For the automation product, a total of over 1,700 automation rules and rexxes were converted over four z/OS images. Many new features were exploited to streamline and to improve the existing automation. For example, the ability to manage automation across the sysplex, from any system, and to manage and control all aspects of the IMS and DB2 subsystems.
After initial product installation, customisation and familiarisation, a detailed analysis and audit of the existing processes and procedures took place. Automation was classified into ‘functions’, rather than just looking at individual rexxes and rules, which were converted in a staged manner. In some cases, the new code was rolled out on an image-by-image basis, whereas other solutions could be implemented across the entire sysplex at one time.

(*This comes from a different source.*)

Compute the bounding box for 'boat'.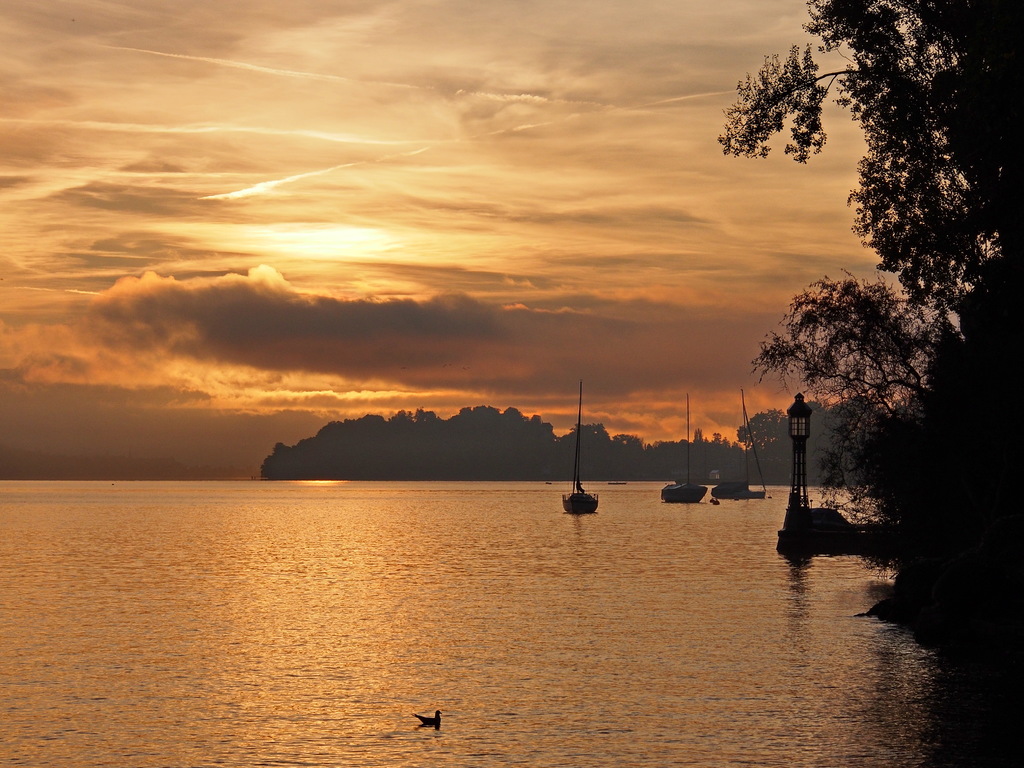
(x1=660, y1=399, x2=710, y2=502).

For the scheduling product, several hundred schedules, over 4,500 jobs, many thousands of dependencies and links were converted from Jobtrac to TWS over an extended period of time. The applications were analysed and divided into phases, each being given a business impact and importance rating, and then converted in an appropriate order. The initial installation, customisation and design of interfaces took place over four months, with actual migration of applications being divided into 10 phases and executed in parallel with other development and conversion activities.
The entire conversion project was successfully completed on time and well before the deadline imposed by the CA licence expiry.
Benefits
Overall, the benefits have been far reaching and include the following.
- Removal of a non-strategic, CA product set to prepare for integration into a consolidated European data centre.
- The streamlining and improvement of over 10 years’ development and evolution.
- An opportunity to use IBM’s latest software and technology to further develop the concept of ‘full, unattended operations’ for manufacturing computer systems.
- Significant cost benefits, with ROI in just over two years.
- Considerable year-on-year savings following initial ROI.